Twitter, a member of the Internet Association, has become embroiled in controversy over its “shadowbanning” practice, which limits the reach of a Twitter account’s reach. Facing increasing pressure from lawmakers, Twitter chief executive Jack Dorsey agreed to testify before the House Energy and Commerce Committee on September 5 regarding his content moderation and censorship practices.

However, many tech experts, including Pai, have charged that Facebook, Google, and Twitter, also known as edge providers, have become the true gatekeepers of the Internet, which allows them to censor on a significant scale.

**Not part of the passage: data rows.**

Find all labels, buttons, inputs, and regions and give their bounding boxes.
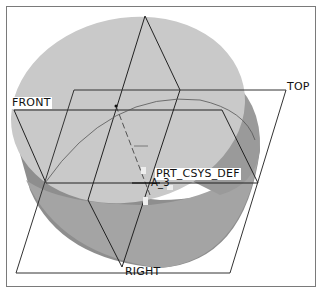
datum-label-front[interactable]: FRONT <box>11 97 52 109</box>
axis-label[interactable]: A_3 <box>150 177 171 189</box>
datum-label-top[interactable]: TOP <box>286 81 311 93</box>
cylinder-model[interactable] <box>0 0 325 289</box>
datum-label-right[interactable]: RIGHT <box>124 266 161 278</box>
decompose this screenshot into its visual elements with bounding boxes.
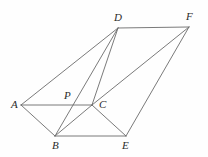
vertex-label-c: C bbox=[99, 99, 106, 110]
edge-ce bbox=[92, 105, 126, 136]
edge-df bbox=[118, 27, 189, 28]
vertex-label-b: B bbox=[52, 140, 59, 151]
edge-ab bbox=[21, 105, 55, 136]
edge-ef bbox=[126, 27, 189, 136]
vertex-label-e: E bbox=[122, 140, 129, 151]
vertex-label-p: P bbox=[64, 90, 71, 101]
geometry-figure: ABCDEFP bbox=[0, 0, 208, 157]
edge-bc bbox=[55, 105, 92, 136]
vertex-label-f: F bbox=[186, 11, 193, 22]
vertex-label-d: D bbox=[114, 12, 122, 23]
vertex-label-a: A bbox=[11, 99, 18, 110]
figure-canvas bbox=[0, 0, 208, 157]
edge-group bbox=[21, 27, 189, 136]
edge-cf bbox=[92, 27, 189, 105]
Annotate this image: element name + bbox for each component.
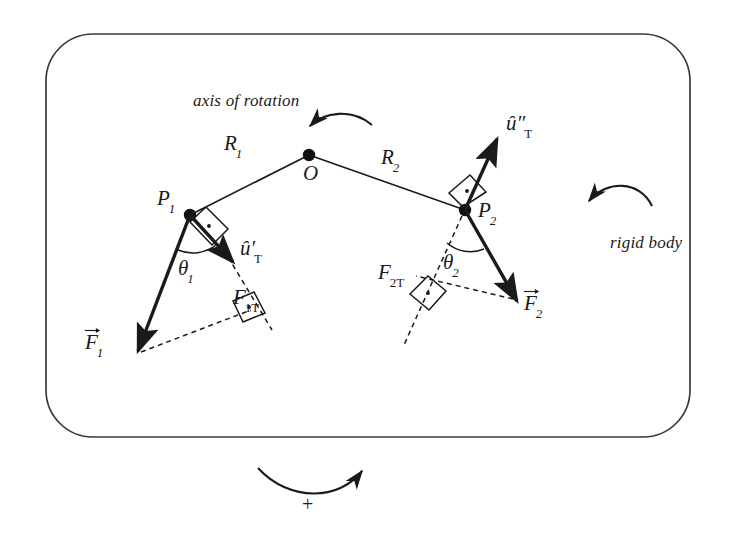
unit-tangent-1-letter: û bbox=[240, 236, 251, 260]
point-p1-label: P1 bbox=[157, 188, 176, 212]
vector-arrow-overbar-f1 bbox=[84, 326, 101, 335]
axis-of-rotation-arrow bbox=[310, 114, 372, 126]
unit-tangent-2-letter: û bbox=[506, 111, 517, 135]
f1t-letter: F bbox=[233, 285, 246, 309]
pivot-point-dot bbox=[303, 149, 315, 161]
pivot-label: O bbox=[303, 163, 318, 184]
point-p1-subscript: 1 bbox=[169, 201, 176, 216]
rigid-body-pointer-arrow bbox=[589, 186, 652, 206]
point-p1-letter: P bbox=[157, 186, 170, 210]
rigid-body-outline bbox=[46, 34, 690, 437]
projection-line-1 bbox=[141, 310, 251, 352]
radius-2-label: R2 bbox=[381, 147, 400, 171]
angle-1-subscript: 1 bbox=[187, 271, 194, 286]
radius-1-subscript: 1 bbox=[236, 146, 243, 161]
rigid-body-label: rigid body bbox=[610, 234, 682, 251]
f1t-subscript: 1T bbox=[245, 300, 259, 315]
angle-2-label: θ2 bbox=[443, 252, 460, 276]
force-2-label: F2 bbox=[524, 293, 543, 317]
angle-1-arc bbox=[178, 245, 216, 253]
force-1-letter-wrap: F bbox=[85, 332, 98, 353]
f2t-letter: F bbox=[378, 260, 391, 284]
angle-2-subscript: 2 bbox=[452, 265, 459, 280]
axis-of-rotation-label: axis of rotation bbox=[193, 92, 299, 109]
positive-sense-arrow bbox=[258, 468, 362, 494]
diagram-svg bbox=[0, 0, 738, 538]
angle-1-label: θ1 bbox=[178, 258, 195, 282]
point-p2-label: P2 bbox=[478, 200, 497, 224]
force-2-letter-wrap: F bbox=[524, 293, 537, 314]
radius-2-letter: R bbox=[381, 145, 394, 169]
vector-arrow-overbar-f2 bbox=[523, 287, 540, 296]
unit-tangent-2-label: û″T bbox=[506, 113, 533, 137]
tangential-component-1-label: F1T bbox=[233, 287, 260, 311]
tangential-component-2-label: F2T bbox=[378, 262, 405, 286]
force-1-subscript: 1 bbox=[97, 345, 104, 360]
positive-sense-label: + bbox=[302, 494, 313, 514]
unit-tangent-1-label: û′T bbox=[240, 238, 263, 262]
radius-1-label: R1 bbox=[224, 133, 243, 157]
force-1-vector bbox=[138, 215, 190, 351]
force-2-subscript: 2 bbox=[536, 306, 543, 321]
projection-line-2 bbox=[416, 276, 513, 299]
point-p2-subscript: 2 bbox=[490, 213, 497, 228]
f2t-subscript: 2T bbox=[390, 275, 404, 290]
radius-1-letter: R bbox=[224, 131, 237, 155]
point-p2-letter: P bbox=[478, 198, 491, 222]
radius-1-line bbox=[190, 155, 309, 215]
unit-tangent-1-vector bbox=[190, 215, 233, 262]
unit-tangent-1-subscript: T bbox=[254, 251, 262, 266]
figure-canvas: axis of rotation rigid body + O P1 P2 R1… bbox=[0, 0, 738, 538]
force-1-label: F1 bbox=[85, 332, 104, 356]
radius-2-subscript: 2 bbox=[393, 160, 400, 175]
unit-tangent-2-subscript: T bbox=[524, 126, 532, 141]
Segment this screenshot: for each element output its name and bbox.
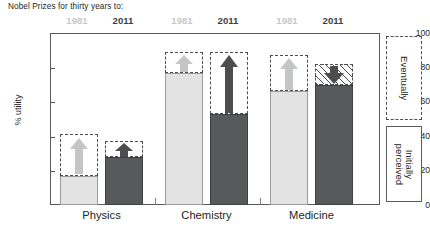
year-header-physics-1981: 1981	[57, 15, 97, 26]
year-header-chemistry-1981: 1981	[162, 15, 202, 26]
group-separator-2	[260, 198, 261, 205]
legend-eventually-label: Eventually	[399, 56, 409, 100]
plot-right-border	[379, 33, 380, 205]
bar-physics-2011	[105, 157, 143, 205]
bar-medicine-2011	[315, 85, 353, 205]
y-axis-label: % utility	[13, 80, 23, 140]
group-separator-1	[155, 198, 156, 205]
year-header-medicine-1981: 1981	[267, 15, 307, 26]
arrow-up-medicine-1981	[280, 58, 298, 90]
legend-initially-perceived: Initially perceived	[386, 126, 422, 202]
legend-initially-perceived-label: Initially perceived	[394, 143, 415, 185]
legend-initial-line2: perceived	[394, 143, 405, 185]
year-header-chemistry-2011: 2011	[208, 15, 248, 26]
arrow-up-chemistry-2011	[220, 55, 238, 113]
y-tick-mark-20	[50, 171, 55, 172]
category-label-medicine: Medicine	[262, 209, 361, 221]
bar-medicine-1981	[270, 91, 308, 205]
bar-physics-1981	[60, 176, 98, 205]
chart-root: Nobel Prizes for thirty years to: 1981 2…	[0, 0, 430, 242]
y-tick-mark-80	[50, 68, 55, 69]
y-tick-mark-40	[50, 137, 55, 138]
legend-initial-line1: Initially	[404, 149, 415, 178]
arrow-up-physics-1981	[70, 138, 88, 174]
category-label-physics: Physics	[52, 209, 151, 221]
y-tick-mark-60	[50, 102, 55, 103]
bar-chemistry-1981	[165, 73, 203, 205]
arrow-up-chemistry-1981	[175, 55, 193, 72]
year-header-physics-2011: 2011	[103, 15, 143, 26]
arrow-down-medicine-2011	[324, 66, 344, 84]
bar-chemistry-2011	[210, 114, 248, 205]
arrow-up-physics-2011	[115, 143, 133, 157]
legend-eventually: Eventually	[386, 36, 422, 120]
chart-title: Nobel Prizes for thirty years to:	[8, 2, 123, 11]
year-header-medicine-2011: 2011	[313, 15, 353, 26]
category-label-chemistry: Chemistry	[157, 209, 256, 221]
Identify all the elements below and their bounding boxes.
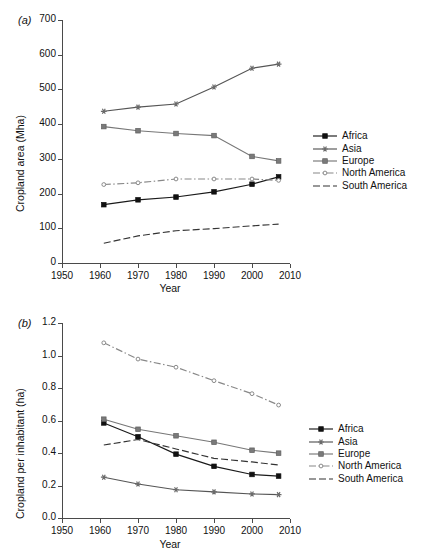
y-tick-label: 0.6 [18,414,56,425]
legend-key-icon [308,423,334,435]
x-tick [176,264,177,268]
legend-key-icon [308,436,334,448]
x-tick-label: 2010 [270,270,310,281]
x-tick-label: 1970 [118,525,158,536]
legend-label: Asia [342,143,361,155]
chart-panel-a: (a) Cropland area (Mha) Year 01002003004… [0,0,427,300]
x-tick-label: 1960 [80,525,120,536]
x-tick-label: 1960 [80,270,120,281]
panel-b-x-axis-title: Year [120,538,220,550]
x-tick [214,264,215,268]
legend-item-asia[interactable]: Asia [308,435,403,447]
x-tick [62,519,63,523]
y-tick-label: 1.0 [18,349,56,360]
legend-label: Africa [342,130,368,142]
legend-key-icon [312,143,338,155]
x-tick-label: 1950 [42,525,82,536]
x-tick [100,519,101,523]
chart-panel-b: (b) Cropland per inhabitant (ha) Year 0.… [0,305,427,560]
x-tick-label: 2010 [270,525,310,536]
y-tick-label: 300 [18,152,56,163]
legend-key-icon [312,167,338,179]
y-tick-label: 100 [18,221,56,232]
x-tick [138,519,139,523]
legend-label: Africa [338,423,364,435]
x-tick-label: 1990 [194,525,234,536]
x-tick-label: 2000 [232,270,272,281]
x-tick [252,519,253,523]
legend-label: North America [342,167,405,179]
figure-cropland: (a) Cropland area (Mha) Year 01002003004… [0,0,427,560]
x-tick [290,519,291,523]
panel-b-legend: AfricaAsiaEuropeNorth AmericaSouth Ameri… [308,423,403,485]
series-europe [102,417,281,456]
panel-a-legend: AfricaAsiaEuropeNorth AmericaSouth Ameri… [312,130,407,192]
x-tick [176,519,177,523]
series-asia [101,475,282,497]
x-tick-label: 1950 [42,270,82,281]
series-europe [102,124,281,163]
panel-b-plot-area: 0.00.20.40.60.81.01.21950196019701980199… [62,323,290,518]
legend-item-asia[interactable]: Asia [312,142,407,154]
y-tick-label: 400 [18,117,56,128]
series-south-america [104,224,279,243]
x-tick-label: 2000 [232,525,272,536]
legend-key-icon [308,473,334,485]
series-asia [101,62,282,114]
y-tick-label: 1.2 [18,316,56,327]
y-tick-label: 0.0 [18,511,56,522]
legend-key-icon [308,448,334,460]
legend-item-europe[interactable]: Europe [308,448,403,460]
legend-item-north-america[interactable]: North America [308,460,403,472]
legend-label: North America [338,460,401,472]
legend-label: Europe [342,155,374,167]
legend-key-icon [308,460,334,472]
legend-item-south-america[interactable]: South America [312,180,407,192]
legend-label: Asia [338,436,357,448]
x-tick-label: 1980 [156,270,196,281]
y-tick-label: 200 [18,187,56,198]
legend-key-icon [312,155,338,167]
legend-item-north-america[interactable]: North America [312,167,407,179]
y-tick-label: 0.4 [18,446,56,457]
x-tick [138,264,139,268]
panel-a-x-axis-title: Year [120,282,220,294]
legend-label: South America [338,473,403,485]
y-tick-label: 700 [18,13,56,24]
x-tick [62,264,63,268]
y-tick-label: 0.8 [18,381,56,392]
x-tick [290,264,291,268]
legend-key-icon [312,180,338,192]
legend-label: South America [342,180,407,192]
y-tick-label: 500 [18,82,56,93]
x-tick-label: 1980 [156,525,196,536]
legend-item-africa[interactable]: Africa [308,423,403,435]
legend-item-europe[interactable]: Europe [312,155,407,167]
series-layer [62,323,290,518]
x-tick [252,264,253,268]
legend-item-south-america[interactable]: South America [308,473,403,485]
panel-a-plot-area: 0100200300400500600700195019601970198019… [62,20,290,263]
y-tick-label: 0.2 [18,479,56,490]
series-layer [62,20,290,263]
x-tick [214,519,215,523]
legend-item-africa[interactable]: Africa [312,130,407,142]
x-tick-label: 1970 [118,270,158,281]
series-north-america [102,341,281,407]
y-tick-label: 0 [18,256,56,267]
x-tick-label: 1990 [194,270,234,281]
legend-label: Europe [338,448,370,460]
legend-key-icon [312,130,338,142]
y-tick-label: 600 [18,48,56,59]
x-tick [100,264,101,268]
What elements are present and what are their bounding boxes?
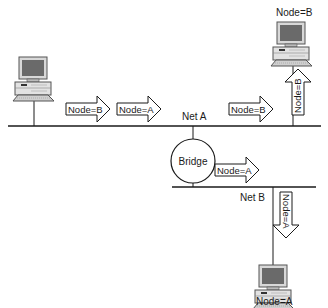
net-a-label: Net A [182, 111, 207, 122]
svg-text:Node=A: Node=A [281, 194, 292, 229]
node-b-computer-icon [271, 22, 312, 66]
node-a-label: Node=A [256, 296, 293, 307]
packet-arrow-2: Node=A [117, 96, 161, 122]
packet-arrow-3: Node=B [229, 96, 273, 122]
packet-arrow-5: Node=A [215, 157, 259, 183]
packet-arrow-4: Node=B [285, 69, 311, 115]
svg-text:Node=A: Node=A [217, 165, 252, 176]
source-computer-icon [13, 57, 54, 101]
packet-arrow-6: Node=A [273, 192, 299, 238]
svg-text:Node=B: Node=B [231, 104, 266, 115]
packet-arrow-1: Node=B [66, 96, 110, 122]
svg-text:Node=A: Node=A [119, 104, 154, 115]
svg-text:Node=B: Node=B [292, 78, 303, 113]
node-b-label: Node=B [276, 7, 313, 18]
bridge-label: Bridge [179, 156, 208, 167]
net-b-label: Net B [240, 192, 265, 203]
svg-text:Node=B: Node=B [68, 104, 103, 115]
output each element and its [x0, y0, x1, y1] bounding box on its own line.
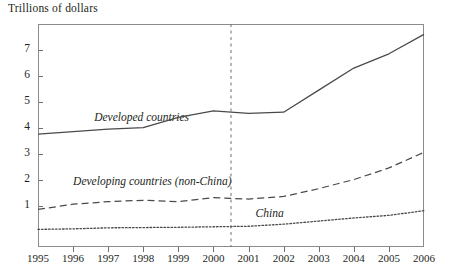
x-tick-mark [213, 247, 214, 252]
y-tick-label: 1 [8, 198, 30, 210]
y-tick-label: 3 [8, 146, 30, 158]
x-tick-mark [143, 247, 144, 252]
y-tick-label: 7 [8, 42, 30, 54]
y-tick-label: 5 [8, 94, 30, 106]
x-tick-mark [284, 247, 285, 252]
y-axis-title: Trillions of dollars [8, 2, 98, 14]
x-tick-label: 2006 [402, 252, 446, 264]
x-tick-mark [319, 247, 320, 252]
y-tick-label: 6 [8, 68, 30, 80]
chart-figure: Trillions of dollars 1234567 19951996199… [0, 0, 463, 275]
series-lines [38, 24, 424, 247]
y-tick-label: 4 [8, 120, 30, 132]
x-tick-mark [73, 247, 74, 252]
x-tick-mark [108, 247, 109, 252]
y-tick-label: 2 [8, 172, 30, 184]
x-tick-mark [354, 247, 355, 252]
x-tick-mark [389, 247, 390, 252]
x-tick-mark [249, 247, 250, 252]
plot-area [38, 24, 424, 247]
x-tick-mark [178, 247, 179, 252]
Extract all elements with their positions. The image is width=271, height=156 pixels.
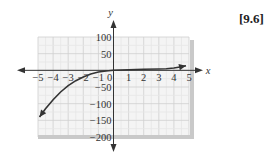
svg-text:x: x: [205, 65, 211, 76]
svg-text:−50: −50: [95, 82, 111, 93]
reference-label: [9.6]: [239, 11, 264, 27]
svg-text:y: y: [107, 7, 113, 18]
svg-text:50: 50: [101, 49, 112, 60]
function-graph: xy−5−4−3−2−101234510050−50−100−150−200: [0, 0, 271, 156]
svg-text:−4: −4: [48, 72, 60, 83]
svg-text:−100: −100: [90, 99, 112, 110]
svg-text:−5: −5: [32, 72, 43, 83]
svg-text:−150: −150: [90, 115, 112, 126]
svg-text:100: 100: [96, 32, 112, 43]
svg-text:−200: −200: [90, 132, 112, 143]
svg-text:1: 1: [126, 72, 131, 83]
svg-text:2: 2: [141, 72, 146, 83]
svg-text:3: 3: [156, 72, 161, 83]
svg-text:4: 4: [171, 72, 177, 83]
svg-text:5: 5: [186, 72, 191, 83]
svg-text:−3: −3: [63, 72, 74, 83]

Facebook, Google, and Twitter are edge providers, or companies that host online content and use a customer’s ISP to deliver content to that particular user. The Federal Trade Commission (FTC) regulates and polices edge providers, whereas the FCC regulates ISPs.

Pai elaborated during a speech in November 2017:

In this way, edge providers are a much bigger actual threat to an open Internet than broadband providers, especially when it comes to discrimination on the basis of viewpoint.  That might explain why the CEO of a company called Cloudflare recently questioned whether “is it the right place for tech companies to be regulating the Internet.” He didn’t offer a solution, but remarked that “what I know is not the right answer is that a cabal of ten tech executives with names like Matthew, Mark, Jack, . . . Jeff are the ones choosing what content goes online and what content doesn’t go online.

Former Federal Communications Commission (FCC) Wireless Bureau Chief Fred Campbell has argued that Congress should repeal Section 230 of the Communications Decency Act, which Campbell contended in an interview with Breitbart News allows social media giants such as Twitter, Google, and Facebook to censor without legal recourse.

“They’re subject to a legislative exception that is a couple decades old, overturning a century of law. If they want to play editor, great, then comply with the laws that all of the others editors comply with and give up your special exemption,” Campbell charged.

Campbell also said, “We the people should decide whether Google and Facebook can censor and block content.”

President Donald Trump took to Twitter last week and called out giant social media companies such as Google, Facebook, and Twitter for censoring “millions” of Internet users.

“Social Media Giants are silencing millions of people,” Trump cautioned.

The president added, “Can’t do this even if it means we must continue to hear Fake News like CNN, whose ratings have suffered gravely. People have to figure out what is real, and what is not, without censorship!”